I wanted to share a setup I've built for automatically converting Blu-ray ISO files to MKV on my Synology NAS. It might be useful for others running Emby on NAS hardware.

What it does

The script iso_convert.sh converts Blu-ray ISO files to MKV using MakeMKV and MKVToolNix, running inside a Docker container on Synology DSM 7. It uses a simple queue-based folder structure — you drop a movie folder with an ISO file into a queue directory, start the container in Portainer, and it handles the rest.

The script automatically selects the correct title from the ISO based on duration and file size, converts it to MKV, and places the result in a done folder ready for Emby to pick up. If something goes wrong, the file ends up in a failed folder with a log, and an email notification is sent either way.

The folder workflow

  • /volume1/iso/queue/ — drop your movie folder + ISO here
  • /volume1/iso/done/ — converted MKV lands here
  • /volume1/iso/failed/ — failed conversions with log
  • /volume1/iso/manual/ — for anything needing manual attention

Tech stack

  • Synology NAS with DSM 7
  • Docker + Portainer for container management
  • MakeMKV 1.18.3 (compiled from source inside the container)
  • MKVToolNix for post-processing
  • msmtp for email notifications
  • The container runs once per job and exits (restart: no), keeping resource usage minimal

A few notes

The Docker image is built locally on the NAS since it compiles MakeMKV from source — the build takes about 10–15 minutes but only needs to be done once (or when MakeMKV updates). The MakeMKV beta key is passed as an environment variable in Portainer, so updating the monthly key is just a quick edit without touching the image.

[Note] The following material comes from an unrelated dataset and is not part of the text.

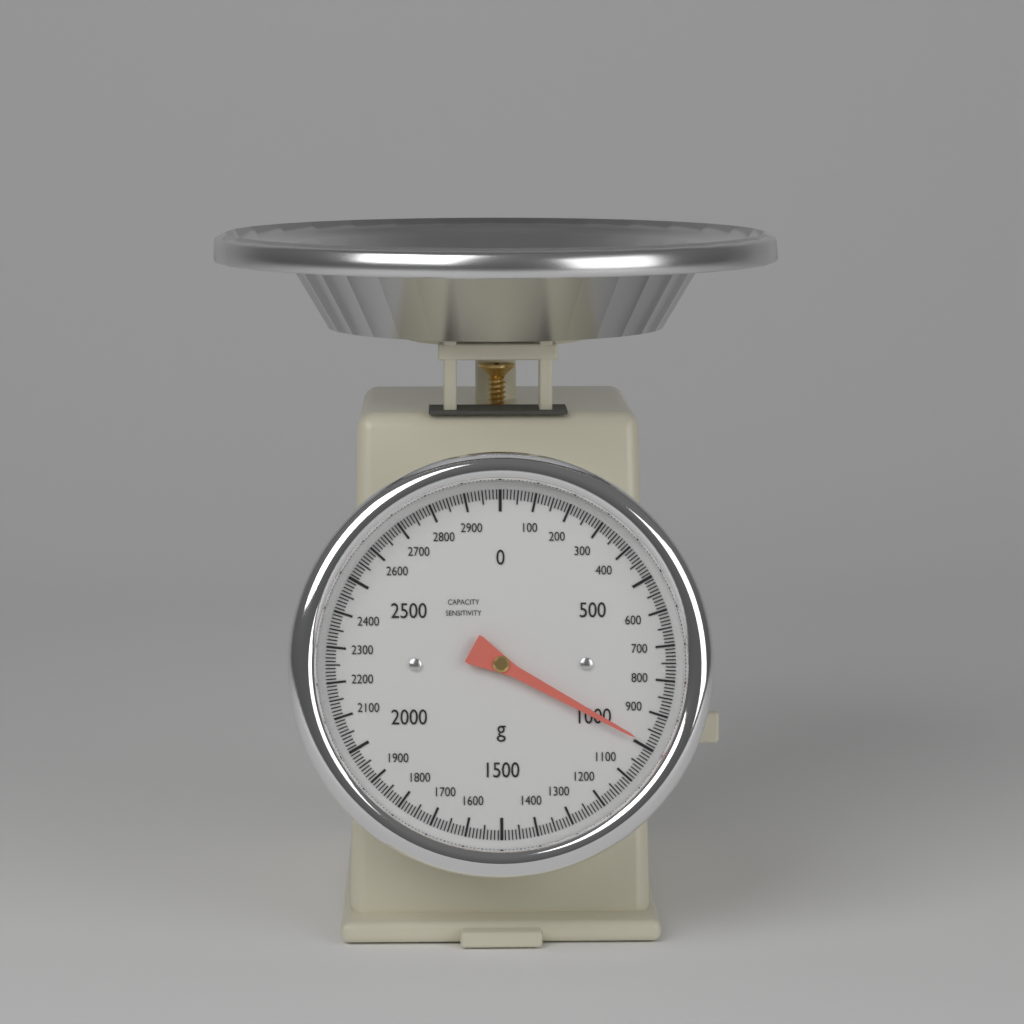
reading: 990 g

This fits nicely into a broader media pipeline alongside Radarr, Sonarr, and qBittorrent — ISOs get converted to MKV and land directly where Emby can import them.

Disclaimer

If anyone wants to use this script, please be aware that you do so entirely at your own risk. I take no responsibility for any errors, data loss, or unintended consequences that the script may cause. That said, I strongly recommend always copying your ISO file into the /queue directory rather than moving it — that way your original file is safe if anything goes wrong during conversion.

Happy to answer questions if anyone wants to set something similar up.